Question Video: Finding the Dividend Given the Divisor, Quotient and Remainder as Integers | Nagwa Question Video: Finding the Dividend Given the Divisor, Quotient and Remainder as Integers | Nagwa

Question Video: Finding the Dividend Given the Divisor, Quotient and Remainder as Integers

What is the number that when divided by 50 gives a quotient of 111 and a remainder of 40?

04:14

Video Transcript

What is the number that when divided by 50 gives a quotient of 111 and a remainder of 40?

Let’s read our problem again more slowly. And this time we’ll write it out as we read it as a missing number sentence. What is the number that when divided by 50 gives a quotient of 111? We can just remind ourselves that a quotient is the answer to a division. It’s the result we get when we divide one number by another. So, if we divide a number by 50, and it gives a quotient of 111, this means an answer of 111.

But there’s another part to our statement, doesn’t just give us a quotient of 111, it also gives us a remainder of 40. In other words, we have 40 left over that we can’t divide by 50 because it’s too small. To try to understand how we can find our missing number, we could sketch a bar model. Let’s ignore the remainder part for a moment. Imagine our calculation was just a number split into groups of 50 equals 111. We’d expect our bar model to be split into 111 groups and all of them being worth 50.

Obviously, we can’t sketch this. But what we can do is represent this using a multiplication, 111 lots of 50, or 111 multiplied by 50. So, this might be what our bar model might look like if we had no remainder. So, how would it change if we need to include a remainder of 40? Well, to start with, the number that we’re dividing by would be slightly larger. We’d need to extend the bar a little bit to show this. And the value of how much it’s extended by is the 40 that’s a remainder.

Now, if we look carefully at our bar model, we can see how we need to find our missing number. First, we need to find 111 lots of 50, and then we need to add 40. In this number sentence, we have a multiplication and an addition. When we get to calculation like this, we always work out the multiplication first. But just to remind ourselves and make sure we don’t make any mistakes, we could put parentheses around the part we want to do first.

To begin with then, let’s multiply 111 by 50. There are lots of ways we could do this. We could use long multiplication. We could multiply by 100, and then halve the answer. Or we could remember that 50 is the same as five lots of 10. So, we could multiply by five and then by 10. Let’s use this method because it’s a quick one.

If we multiply 111 by five, we’re going to replace all the ones for fives. 111 multiplied by five is 555. Now, what we need to do is to multiply this answer by 10. We know that when a number is multiplied by 10, the digits shift one place to the left. So, 555 becomes worth 5550. So, the answer to our multiplication is 5550. Now, all we need to do is to add the remainder of 40. We know 50 plus 40 equals 90. And so, 5550 plus 40 equals 5590.

To find the number that when divided by 50 gives a quotient of 111, we needed to multiply 111 by 50. And to find the number that gives a remainder of 40 too, we needed to multiply 111 by 50 and then add the remainder of 40 on the end. So, this is what we did to find our answer. The number which when divided by 50 gives a quotient of 111 and a remainder of 40 is 5590.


WHAT YOU NEED TO DO → Pictures do not belong in the copy; retype the records below exactly.

EXTRACTED MATERIAL →
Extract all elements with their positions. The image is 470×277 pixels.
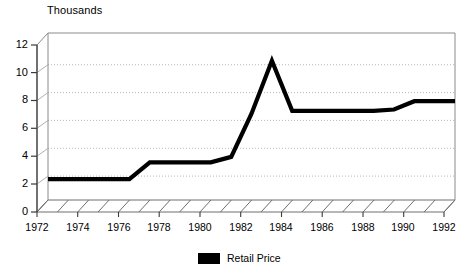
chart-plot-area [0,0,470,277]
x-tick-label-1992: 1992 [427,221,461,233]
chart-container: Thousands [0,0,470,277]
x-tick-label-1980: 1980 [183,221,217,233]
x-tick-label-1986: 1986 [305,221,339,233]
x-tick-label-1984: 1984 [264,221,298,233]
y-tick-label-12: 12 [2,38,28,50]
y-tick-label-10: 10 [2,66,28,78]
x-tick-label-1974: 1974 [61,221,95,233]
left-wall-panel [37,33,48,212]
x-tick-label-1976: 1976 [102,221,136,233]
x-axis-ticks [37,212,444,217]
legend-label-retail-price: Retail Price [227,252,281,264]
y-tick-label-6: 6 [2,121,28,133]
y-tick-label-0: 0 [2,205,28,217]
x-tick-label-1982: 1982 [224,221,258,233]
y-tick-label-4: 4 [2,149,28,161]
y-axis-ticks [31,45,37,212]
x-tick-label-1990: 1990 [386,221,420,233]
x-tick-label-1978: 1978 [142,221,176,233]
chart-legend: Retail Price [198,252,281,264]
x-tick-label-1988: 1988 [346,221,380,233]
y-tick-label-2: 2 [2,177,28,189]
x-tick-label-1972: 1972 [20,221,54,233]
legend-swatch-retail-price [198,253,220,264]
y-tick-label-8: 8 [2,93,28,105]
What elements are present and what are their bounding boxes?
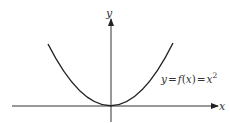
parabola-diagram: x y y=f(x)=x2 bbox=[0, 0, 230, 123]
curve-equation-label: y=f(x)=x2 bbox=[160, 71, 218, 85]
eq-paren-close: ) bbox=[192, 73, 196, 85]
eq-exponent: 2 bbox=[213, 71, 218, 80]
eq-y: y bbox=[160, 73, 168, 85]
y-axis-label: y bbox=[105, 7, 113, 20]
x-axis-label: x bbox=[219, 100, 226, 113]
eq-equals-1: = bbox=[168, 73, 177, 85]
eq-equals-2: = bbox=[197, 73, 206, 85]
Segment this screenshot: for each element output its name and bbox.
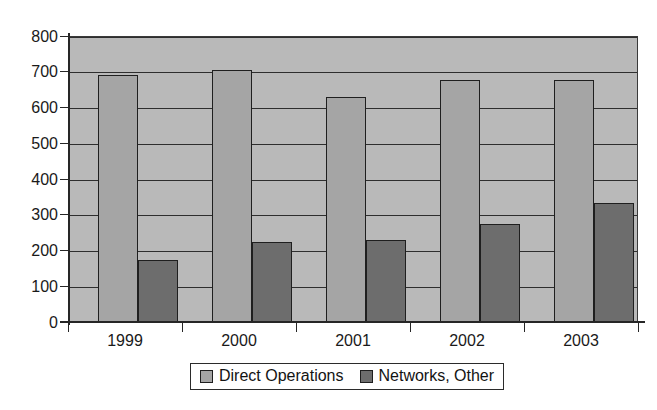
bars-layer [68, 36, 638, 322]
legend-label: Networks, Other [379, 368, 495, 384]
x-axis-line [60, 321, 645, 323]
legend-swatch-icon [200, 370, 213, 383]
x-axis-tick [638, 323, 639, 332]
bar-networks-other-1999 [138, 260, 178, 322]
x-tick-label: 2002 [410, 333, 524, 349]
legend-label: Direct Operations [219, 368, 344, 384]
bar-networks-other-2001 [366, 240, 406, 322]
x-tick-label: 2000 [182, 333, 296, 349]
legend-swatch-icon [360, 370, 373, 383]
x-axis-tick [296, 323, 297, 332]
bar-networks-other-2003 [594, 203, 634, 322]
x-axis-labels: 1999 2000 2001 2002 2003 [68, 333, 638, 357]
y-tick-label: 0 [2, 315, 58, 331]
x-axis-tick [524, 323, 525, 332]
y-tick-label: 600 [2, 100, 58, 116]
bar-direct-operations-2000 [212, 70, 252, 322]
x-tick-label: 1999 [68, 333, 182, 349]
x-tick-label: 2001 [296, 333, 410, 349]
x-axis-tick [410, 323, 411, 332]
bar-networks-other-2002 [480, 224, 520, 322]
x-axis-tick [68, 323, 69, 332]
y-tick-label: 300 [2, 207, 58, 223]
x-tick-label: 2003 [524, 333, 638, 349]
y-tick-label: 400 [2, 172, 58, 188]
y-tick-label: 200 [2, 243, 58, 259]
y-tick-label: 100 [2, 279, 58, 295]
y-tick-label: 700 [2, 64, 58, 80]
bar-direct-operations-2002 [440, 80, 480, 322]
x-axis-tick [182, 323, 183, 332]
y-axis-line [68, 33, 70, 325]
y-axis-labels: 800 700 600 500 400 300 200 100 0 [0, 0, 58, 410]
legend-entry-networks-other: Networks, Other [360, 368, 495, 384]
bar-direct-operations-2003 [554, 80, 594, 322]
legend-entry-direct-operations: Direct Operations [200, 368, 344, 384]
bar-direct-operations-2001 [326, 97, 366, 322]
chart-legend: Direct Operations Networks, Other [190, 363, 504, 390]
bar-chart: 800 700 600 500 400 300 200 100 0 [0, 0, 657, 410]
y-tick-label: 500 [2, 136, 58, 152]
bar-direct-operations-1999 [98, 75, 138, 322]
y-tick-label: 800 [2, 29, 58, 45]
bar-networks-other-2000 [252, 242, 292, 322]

OUTPUT BELOW →
Extract all elements with their positions. The image is 470×277 pixels.
chart-plot-area [0,0,470,277]
x-tick-label-1992: 1992 [427,221,461,233]
chart-container: Thousands [0,0,470,277]
x-tick-label-1980: 1980 [183,221,217,233]
x-tick-label-1986: 1986 [305,221,339,233]
x-tick-label-1984: 1984 [264,221,298,233]
y-tick-label-12: 12 [2,38,28,50]
y-tick-label-10: 10 [2,66,28,78]
x-tick-label-1974: 1974 [61,221,95,233]
left-wall-panel [37,33,48,212]
x-tick-label-1976: 1976 [102,221,136,233]
x-axis-ticks [37,212,444,217]
legend-label-retail-price: Retail Price [227,252,281,264]
y-tick-label-6: 6 [2,121,28,133]
y-tick-label-0: 0 [2,205,28,217]
x-tick-label-1982: 1982 [224,221,258,233]
y-tick-label-4: 4 [2,149,28,161]
y-axis-ticks [31,45,37,212]
x-tick-label-1990: 1990 [386,221,420,233]
x-tick-label-1978: 1978 [142,221,176,233]
chart-legend: Retail Price [198,252,281,264]
x-tick-label-1988: 1988 [346,221,380,233]
y-tick-label-2: 2 [2,177,28,189]
x-tick-label-1972: 1972 [20,221,54,233]
legend-swatch-retail-price [198,253,220,264]
y-tick-label-8: 8 [2,93,28,105]
What elements are present and what are their bounding boxes?
parabola-diagram: x y y=f(x)=x2 bbox=[0, 0, 230, 123]
curve-equation-label: y=f(x)=x2 bbox=[160, 71, 218, 85]
eq-paren-close: ) bbox=[192, 73, 196, 85]
eq-exponent: 2 bbox=[213, 71, 218, 80]
eq-y: y bbox=[160, 73, 168, 85]
y-axis-label: y bbox=[105, 7, 113, 20]
x-axis-label: x bbox=[219, 100, 226, 113]
eq-equals-1: = bbox=[168, 73, 177, 85]
eq-equals-2: = bbox=[197, 73, 206, 85]
Segment this screenshot: for each element output its name and bbox.
bars-layer [68, 36, 638, 322]
legend-label: Networks, Other [379, 368, 495, 384]
x-axis-line [60, 321, 645, 323]
legend-swatch-icon [200, 370, 213, 383]
x-axis-tick [638, 323, 639, 332]
bar-networks-other-1999 [138, 260, 178, 322]
x-tick-label: 2002 [410, 333, 524, 349]
legend-label: Direct Operations [219, 368, 344, 384]
bar-networks-other-2001 [366, 240, 406, 322]
x-tick-label: 2000 [182, 333, 296, 349]
legend-swatch-icon [360, 370, 373, 383]
x-axis-tick [296, 323, 297, 332]
bar-networks-other-2003 [594, 203, 634, 322]
x-axis-labels: 1999 2000 2001 2002 2003 [68, 333, 638, 357]
y-tick-label: 0 [2, 315, 58, 331]
x-axis-tick [524, 323, 525, 332]
y-tick-label: 600 [2, 100, 58, 116]
bar-direct-operations-2000 [212, 70, 252, 322]
x-tick-label: 1999 [68, 333, 182, 349]
x-tick-label: 2001 [296, 333, 410, 349]
x-axis-tick [410, 323, 411, 332]
bar-networks-other-2002 [480, 224, 520, 322]
x-axis-tick [68, 323, 69, 332]
y-tick-label: 300 [2, 207, 58, 223]
x-tick-label: 2003 [524, 333, 638, 349]
y-tick-label: 400 [2, 172, 58, 188]
y-tick-label: 200 [2, 243, 58, 259]
y-tick-label: 100 [2, 279, 58, 295]
y-tick-label: 700 [2, 64, 58, 80]
bar-direct-operations-2002 [440, 80, 480, 322]
x-axis-tick [182, 323, 183, 332]
y-axis-line [68, 33, 70, 325]
y-axis-labels: 800 700 600 500 400 300 200 100 0 [0, 0, 58, 410]
legend-entry-networks-other: Networks, Other [360, 368, 495, 384]
bar-direct-operations-2003 [554, 80, 594, 322]
legend-entry-direct-operations: Direct Operations [200, 368, 344, 384]
bar-direct-operations-2001 [326, 97, 366, 322]
chart-legend: Direct Operations Networks, Other [190, 363, 504, 390]
bar-chart: 800 700 600 500 400 300 200 100 0 [0, 0, 657, 410]
y-tick-label: 500 [2, 136, 58, 152]
bar-direct-operations-1999 [98, 75, 138, 322]
y-tick-label: 800 [2, 29, 58, 45]
bar-networks-other-2000 [252, 242, 292, 322]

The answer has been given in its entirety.